YOKOTA AIR BASE, Japan — Misawa Air Base and Marine Corps Air Station Iwakuni face losing Patriot Express service to their bases Oct. 1 unless more duty passengers start using the flights.
The planes will continue to stop weekly at Yokota Air Base on the round-trip flights from Seattle to Kadena Air Base, Okinawa.
A three-month trial period runs through August for Iwakuni and Misawa, where duty passengers must notch an 80 percent “cost-recovery” goal to retain the U.S. military’s chartered air service beyond the start of fiscal 2007, said Air Force Lt. Col. Mark Harris, U.S. Forces Japan logistics directorate operations branch chief.
That figure, at 38 percent for October-May, has climbed to 67 percent since June, as officials scrambled to fill the bird with personnel from those bases on permanent-change-of-station and temporary-duty orders.
“They’ve got a little ways to go to meet that goal,” Harris said Tuesday. “It’s hard because their populations are relatively small.”
He said raising the duty-passenger count is a necessary stipulation to preserve a huge space-available travel benefit for Japan’s and Okinawa’s U.S. military community. Space-available fliers headed to the States pay only a $24.50 transportation fee, or international “head tax.”
To cut costs, in October 2005, the Pentagon closed Los Angeles International Airport’s Patriot Express gateway and scaled back operations at Seattle-Tacoma International Airport.
Transportation Command issued a one-year extension to Okinawa and a “use-it-or-lose-it” proposition in Japan to see if PCS and TDY use could be improved dramatically in both areas, Harris said. Air Mobility Command long has been the required first option within the Defense Travel Regulations, but the Patriot Express mandate received a renewed push from Navy, Marine, Army and Air Force leaders.
Harris said on Okinawa this year, the service has averaged enough duty passengers to account for 103 percent of cost recovery — and so TRANSCOM decided to again ramp up the Seattle-Tacoma gateway.
If viability rates are maintained, Friday flights to Okinawa will continue to stop at Yokota indefinitely to refuel, Harris said, because there’s no direct link between Seattle and Kadena.
He said retaining the Iwakuni and Misawa Patriot Express connections “is not hopeless.” Four additional Patriot Express flights a month now transit Yokota. Two stop at Iwakuni or Misawa; two others alternate between those bases. They arrive from Seattle on Wednesdays.
“Iwakuni needs it the most,” Harris said. “Without the Patriot, it’s a four- or five-hour bus ride to Kansai International Airport in Osaka. Misawa has another airport so our people can easily go to Haneda” in Tokyo, then take a bus to Narita. “But that makes it difficult when you’ve got pets.”
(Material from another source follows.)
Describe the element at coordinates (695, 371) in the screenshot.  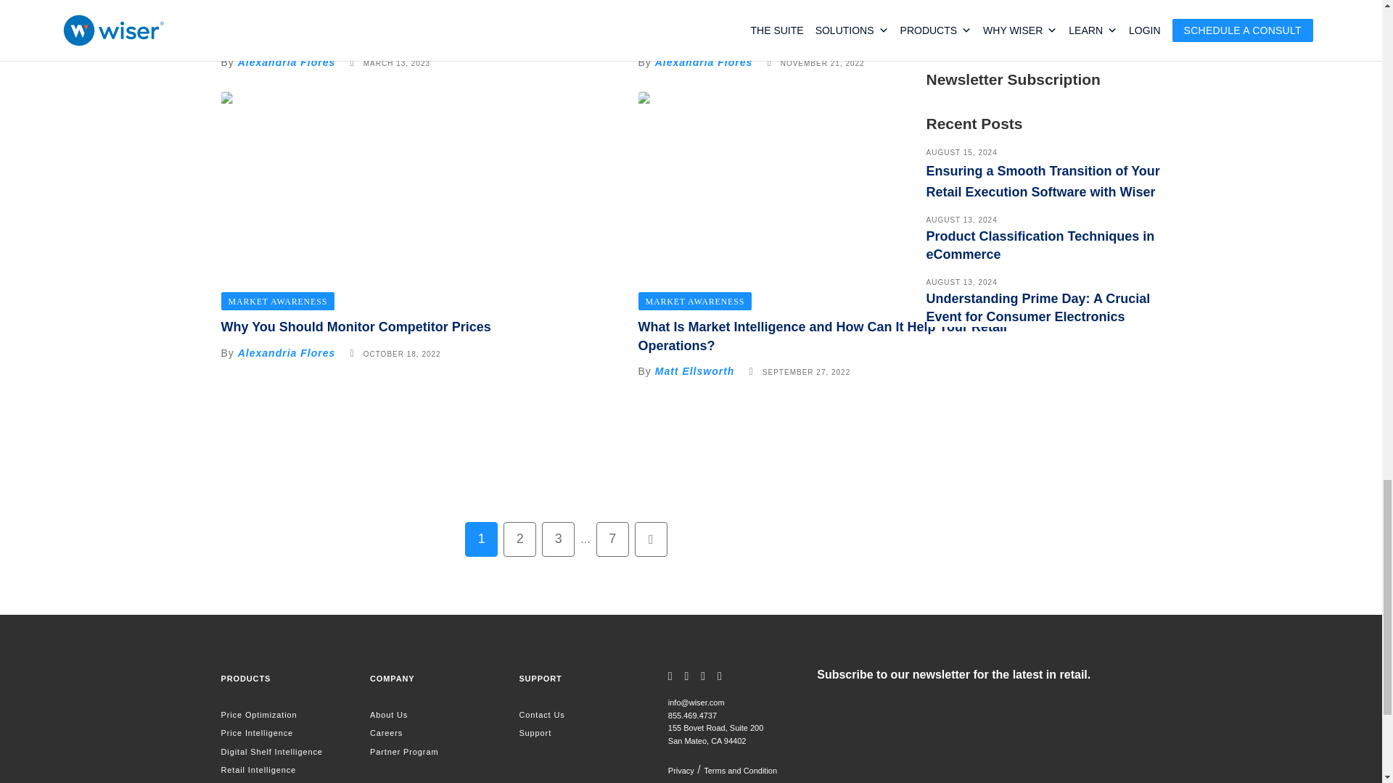
I see `Posts by Matt Ellsworth` at that location.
USFJ has explored options for Iwakuni and Misawa minus the Patriot, he said, including contracting with a smaller commercial aircraft or hauling passengers on C-130s to Yokota — but none so far have proven viable.
Harris said officials were resigned to drop Iwakuni and Misawa stops until Adm. William Fallon, the PACOM commander, initiated the current re-evaluation.
“The leadership … has really fought hard to keep it,” Harris said. “It’s been wiped out just about everywhere else in the world. … Ultimately, though, it’ll be left to the TRANSCOM commander to decide what the fate of this is going to be.”